Landes right man in 25th
The preternaturally bland Steve Landes views his political career as that of a slogger trudging through legislative thickets whittling away tax and regulatory weeds. Accountants and morticians are peppier. Regardless then of the results of next month’s election, Greg Marrow has accomplished something: The state House District 25 incumbent is riled and ready to rumble. This is Landes as few have seen him.
Marrow has spent most of the campaign attacking Landes’ record, specifically what the Democratic challenger considers the veteran Republican’s failure to circumvent a little thing known as the national recession. “What has Steve Landes done to help the economy in this district?” Marrow asked during an editorial board interview with The News Virginian.
Similar queries among a series of verbal roundhouses by Marrow elicited unusually spirited responses from Landes last month during The News Virginian’s debate at Kate Collins Middle School. At one point, Landes declared that, “frankly,” he was “P-Oed” by Marrow’s assaults. For those who know Landes, this qualifies as R-rated stuff. Cover your ears.
Tamer are the facts. State statistics show employment in the 25th District has increased by more than a fourth since Landes took office in 1996. Manufacturing has been hit by 30-percent job losses, mirroring a national trend. Monday brought more bad news for that sector: Mohawk Industries in Waynesboro will close by year’s end. Still, the numbers are brighter than the gloom Marrow projects.
And what, by the way, would he do to clear that gloom? He’d lure green jobs into the Shenandoah Valley waving federal stimulus money. Well, that’s worked well across the country, hasn’t it?
The divide between the candidates, Marrow says, is principally one of a different kind of energy, the internal stuff. Marrow says he has it and Landes lacks it. We suggest the split is philosophical. Landes falls in the traditional conservative camp that says removing tax and regulatory shackles from business is the clearest path to growth; Marrow falls, at least somewhat, in the traditional Democratic camp that sees government spending as part of a winning economic formula. Marrow insists he’s fiscally conservative, that he recognizes business not government creates jobs; his positions say otherwise. He would consider, for example, increasing the state’s corporate tax, a veritable poison for recovery.
Further, the arrows Marrow slings at Landes over the economy belie a misapprehension of a delegate’s limits. None can slip national economic realities. Marrow otherwise is a strong challenger; he’s intelligent, engaging and, yes, energetic. His day might someday come.
It is not now. Landes knows the job, has the proper focus, operates from sounder, clearer principles and is the best candidate to ready the region for the recovery we hope soon will come. And, no small thanks to Marrow, Landes is more invigorated than ever we’ve seen him. He’s our pick in the 25th.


What the task requires: In full and without alteration, print the entries.

Extracted entries:
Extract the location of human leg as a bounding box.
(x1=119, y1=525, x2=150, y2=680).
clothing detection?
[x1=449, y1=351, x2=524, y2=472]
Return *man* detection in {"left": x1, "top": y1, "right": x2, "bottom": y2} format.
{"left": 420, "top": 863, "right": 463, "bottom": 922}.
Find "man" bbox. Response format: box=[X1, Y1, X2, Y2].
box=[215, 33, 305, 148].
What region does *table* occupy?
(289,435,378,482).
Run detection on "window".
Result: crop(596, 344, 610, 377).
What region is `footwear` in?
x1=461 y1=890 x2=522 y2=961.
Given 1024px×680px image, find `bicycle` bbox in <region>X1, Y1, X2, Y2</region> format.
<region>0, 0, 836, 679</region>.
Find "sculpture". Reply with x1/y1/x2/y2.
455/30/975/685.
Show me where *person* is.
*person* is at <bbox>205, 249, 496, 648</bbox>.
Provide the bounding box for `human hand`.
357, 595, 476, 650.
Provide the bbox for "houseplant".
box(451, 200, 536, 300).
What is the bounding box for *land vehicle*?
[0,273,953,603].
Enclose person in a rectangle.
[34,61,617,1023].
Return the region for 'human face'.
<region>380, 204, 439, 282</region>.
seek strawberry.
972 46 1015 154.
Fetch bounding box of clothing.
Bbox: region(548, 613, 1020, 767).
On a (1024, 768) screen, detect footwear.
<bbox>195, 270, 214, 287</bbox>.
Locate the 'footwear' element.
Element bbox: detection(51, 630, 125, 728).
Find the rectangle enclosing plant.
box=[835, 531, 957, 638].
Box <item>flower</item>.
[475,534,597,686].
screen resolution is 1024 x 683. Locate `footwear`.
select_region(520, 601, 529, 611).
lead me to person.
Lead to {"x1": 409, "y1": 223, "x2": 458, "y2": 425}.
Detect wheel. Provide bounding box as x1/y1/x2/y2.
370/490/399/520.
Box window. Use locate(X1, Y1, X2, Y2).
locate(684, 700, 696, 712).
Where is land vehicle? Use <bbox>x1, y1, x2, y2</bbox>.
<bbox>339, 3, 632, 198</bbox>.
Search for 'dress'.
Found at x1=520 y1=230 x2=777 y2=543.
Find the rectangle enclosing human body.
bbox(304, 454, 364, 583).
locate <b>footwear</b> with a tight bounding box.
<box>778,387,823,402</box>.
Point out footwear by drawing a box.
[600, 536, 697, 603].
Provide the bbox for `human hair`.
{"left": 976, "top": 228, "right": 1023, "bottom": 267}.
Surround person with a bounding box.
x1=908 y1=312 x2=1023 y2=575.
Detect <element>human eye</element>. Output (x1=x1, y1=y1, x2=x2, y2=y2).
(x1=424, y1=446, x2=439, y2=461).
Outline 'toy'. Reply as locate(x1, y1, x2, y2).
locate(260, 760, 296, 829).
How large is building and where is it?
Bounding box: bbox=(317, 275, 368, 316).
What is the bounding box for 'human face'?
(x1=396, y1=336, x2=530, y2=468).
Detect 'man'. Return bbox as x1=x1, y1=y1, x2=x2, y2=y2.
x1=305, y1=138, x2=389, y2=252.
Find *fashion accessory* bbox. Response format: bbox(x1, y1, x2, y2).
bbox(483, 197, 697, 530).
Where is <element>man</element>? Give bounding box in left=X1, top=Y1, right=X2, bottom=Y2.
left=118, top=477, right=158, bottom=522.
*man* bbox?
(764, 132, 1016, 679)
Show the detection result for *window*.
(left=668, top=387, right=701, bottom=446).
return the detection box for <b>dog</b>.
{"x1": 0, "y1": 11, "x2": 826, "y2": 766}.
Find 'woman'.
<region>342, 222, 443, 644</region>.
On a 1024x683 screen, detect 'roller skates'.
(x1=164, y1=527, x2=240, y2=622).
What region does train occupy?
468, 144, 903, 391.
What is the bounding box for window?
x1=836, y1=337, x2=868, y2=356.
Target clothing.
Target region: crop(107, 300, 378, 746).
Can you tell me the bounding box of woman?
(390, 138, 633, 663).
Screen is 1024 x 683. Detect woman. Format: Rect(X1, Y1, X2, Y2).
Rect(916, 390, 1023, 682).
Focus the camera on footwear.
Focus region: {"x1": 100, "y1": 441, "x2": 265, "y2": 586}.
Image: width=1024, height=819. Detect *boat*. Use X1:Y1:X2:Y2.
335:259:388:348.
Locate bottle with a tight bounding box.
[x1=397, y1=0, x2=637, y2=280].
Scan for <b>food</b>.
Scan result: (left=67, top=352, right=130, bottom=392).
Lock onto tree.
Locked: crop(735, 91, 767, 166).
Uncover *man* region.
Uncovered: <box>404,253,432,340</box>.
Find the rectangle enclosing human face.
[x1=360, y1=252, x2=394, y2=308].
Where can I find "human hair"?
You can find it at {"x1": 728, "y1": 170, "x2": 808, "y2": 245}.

Written answer:
Extract the location of human leg as a bounding box.
(x1=119, y1=525, x2=150, y2=680).
clothing detection?
[x1=449, y1=351, x2=524, y2=472]
Return *man* detection in {"left": x1, "top": y1, "right": x2, "bottom": y2} format.
{"left": 420, "top": 863, "right": 463, "bottom": 922}.
Find "man" bbox. Response format: box=[X1, Y1, X2, Y2].
box=[215, 33, 305, 148].
What region does *table* occupy?
(289,435,378,482).
Run detection on "window".
Result: crop(596, 344, 610, 377).
What region is `footwear` in?
x1=461 y1=890 x2=522 y2=961.
Given 1024px×680px image, find `bicycle` bbox in <region>X1, Y1, X2, Y2</region> format.
<region>0, 0, 836, 679</region>.
Find "sculpture". Reply with x1/y1/x2/y2.
455/30/975/685.
Show me where *person* is.
*person* is at <bbox>205, 249, 496, 648</bbox>.
Provide the bounding box for `human hand`.
357, 595, 476, 650.
Provide the bbox for "houseplant".
box(451, 200, 536, 300).
What is the bounding box for *land vehicle*?
[0,273,953,603].
Enclose person in a rectangle.
[34,61,617,1023].
Return the region for 'human face'.
<region>380, 204, 439, 282</region>.
seek strawberry.
972 46 1015 154.
Fetch bounding box of clothing.
Bbox: region(548, 613, 1020, 767).
On a (1024, 768) screen, detect footwear.
<bbox>195, 270, 214, 287</bbox>.
Locate the 'footwear' element.
Element bbox: detection(51, 630, 125, 728).
Find the rectangle enclosing plant.
box=[835, 531, 957, 638].
Box <item>flower</item>.
[475,534,597,686].
screen resolution is 1024 x 683. Locate `footwear`.
select_region(520, 601, 529, 611).
lead me to person.
Lead to {"x1": 409, "y1": 223, "x2": 458, "y2": 425}.
Detect wheel. Provide bounding box as x1/y1/x2/y2.
370/490/399/520.
Box window. Use locate(X1, Y1, X2, Y2).
locate(684, 700, 696, 712).
Where is land vehicle? Use <bbox>x1, y1, x2, y2</bbox>.
<bbox>339, 3, 632, 198</bbox>.
Search for 'dress'.
Found at x1=520 y1=230 x2=777 y2=543.
Find the rectangle enclosing human body.
bbox(304, 454, 364, 583).
locate <b>footwear</b> with a tight bounding box.
<box>778,387,823,402</box>.
Point out footwear by drawing a box.
[600, 536, 697, 603].
Provide the bbox for `human hair`.
{"left": 976, "top": 228, "right": 1023, "bottom": 267}.
Surround person with a bounding box.
x1=908 y1=312 x2=1023 y2=575.
Detect <element>human eye</element>. Output (x1=x1, y1=y1, x2=x2, y2=y2).
(x1=424, y1=446, x2=439, y2=461).
Outline 'toy'. Reply as locate(x1, y1, x2, y2).
locate(260, 760, 296, 829).
How large is building and where is it?
Bounding box: bbox=(317, 275, 368, 316).
What is the bounding box for 'human face'?
(x1=396, y1=336, x2=530, y2=468).
Detect 'man'. Return bbox as x1=x1, y1=y1, x2=x2, y2=y2.
x1=305, y1=138, x2=389, y2=252.
Find *fashion accessory* bbox. Response format: bbox(x1, y1, x2, y2).
bbox(483, 197, 697, 530).
Where is <element>man</element>? Give bounding box in left=X1, top=Y1, right=X2, bottom=Y2.
left=118, top=477, right=158, bottom=522.
*man* bbox?
(764, 132, 1016, 679)
Show the detection result for *window*.
(left=668, top=387, right=701, bottom=446).
return the detection box for <b>dog</b>.
{"x1": 0, "y1": 11, "x2": 826, "y2": 766}.
Find 'woman'.
<region>342, 222, 443, 644</region>.
On a 1024x683 screen, detect 'roller skates'.
(x1=164, y1=527, x2=240, y2=622).
What region does train occupy?
468, 144, 903, 391.
What is the bounding box for window?
x1=836, y1=337, x2=868, y2=356.
Target clothing.
Target region: crop(107, 300, 378, 746).
Can you tell me the bounding box of woman?
(390, 138, 633, 663).
Screen is 1024 x 683. Detect woman. Format: Rect(X1, Y1, X2, Y2).
Rect(916, 390, 1023, 682).
Focus the camera on footwear.
Focus region: {"x1": 100, "y1": 441, "x2": 265, "y2": 586}.
Image: width=1024, height=819. Detect *boat*. Use X1:Y1:X2:Y2.
335:259:388:348.
Locate bottle with a tight bounding box.
[x1=397, y1=0, x2=637, y2=280].
Scan for <b>food</b>.
Scan result: (left=67, top=352, right=130, bottom=392).
Lock onto tree.
Locked: crop(735, 91, 767, 166).
Uncover *man* region.
Uncovered: <box>404,253,432,340</box>.
Find the rectangle enclosing human face.
[x1=360, y1=252, x2=394, y2=308].
Where can I find "human hair"?
You can find it at {"x1": 728, "y1": 170, "x2": 808, "y2": 245}.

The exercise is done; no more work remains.